On design and the use of abductive reasoning

A blog post with some useful definitions.

Great work from Dr Raford.

Design and Technology in UK schools

On the 20th of January, 2011, the government announced its intention to review the national curriculum for education of young people aged between 11 and 16. This could is intended to lead to a reduced number of subjects that are required to be taught at these ages meaning that design and technology will move from a core subject to one which is taught at the discretion of the school. According to the Design and Technology campaign, this would “seriously undermine both the life chances of young people and the country’s economic prospects now and in the future”. This sentiment has driven the development of design and technology education in Britain since the nineteenth century, provided the fuel for the wide spread changes in Design and Technology education as advocated by Ken Barnes (1969), Bernard Aylward (1973) and others at the time and recently instigated the online campaigns by the Design and Technology Association.

What all these arguments fail to do is recognise design as a subject in its own right and the idea that design, independent from technology or anything else, is already an important factor in the success that is so desperately craved. Tim Brown makes this point and the countless graduates from other subjects that have drifted into design only support the idea that design isn’t something that depends on technology and doesn’t depend on maths or science, in fact it requires quite the opposite.

Roger Martin puts forward the notion of abductive logic as a description of design. This is in opposition to inductive or deductive logic or indeed analysis or synthesis; design is something else and requires a new set of skills to be taught. The current National Curriculum doesn’t include this kind of thinking because education as it stands today requires evidence of learning rather than learning on its own. GCSE awards are allocated according to what a student can do to prove he or she has learned a skill which ultimately produces the kind of student that is good at exams or coursework rather than one which has actually learned something, a phenomenon identified all too clearly by John Holt (1964). All this takes place on a daily basis in the UK by teachers in most schools, certainly the ones I have been in, contrary to the fact that young people are predisposed to abductive reasoning (de Bono, 1970) and are more than capable of developing, using and advancing these skills independently of material or medium.

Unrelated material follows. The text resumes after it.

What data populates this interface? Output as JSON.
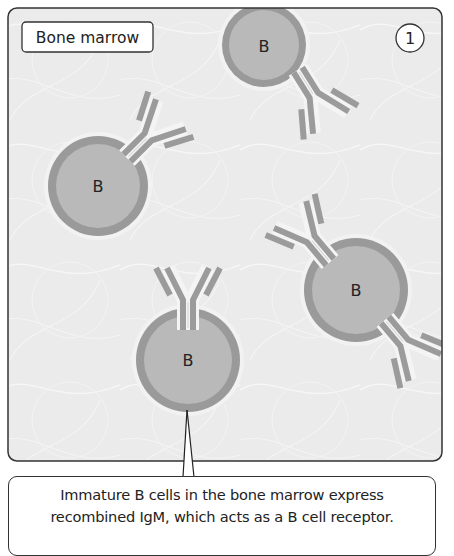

If Design and Technology survives the National Curriculum review, it will to its detriment. To move forward the subject needs to be clear about its aims, its standing and what it has to offer society. Design should not be confused with form, example, evidence or even award, it is a subject that is separate from other subjects and is important in its own right. Technology on the other hand is at the mercy of maths and science and is perhaps the last  holding ground for focussed practical tasks, workshops with window screens separating material ‘areas’ and those skills that are desperately needed in the UK but not provided for in any other arena.

Website

We’ve finally settled on a theme and I’d like to thank mono-lab for their generosity in providing an excellent WordPress theme for free.

A call for more strategic thinking in UK politics

Something I’m sure we’d all like to see more of in the UK and certainly something we should all aspire to get involved in.

Mr Cameron, it’s time to send in the designers

from the Guardian, 11/10/11.

This is design thinking

Welcome to the new website.

While we’re working our way through a new WordPress theme there won’t be much activity. As soon as we get it all organised we’ll be posting on a regular basis about our favourite subjects; design, thinking, and design thinking.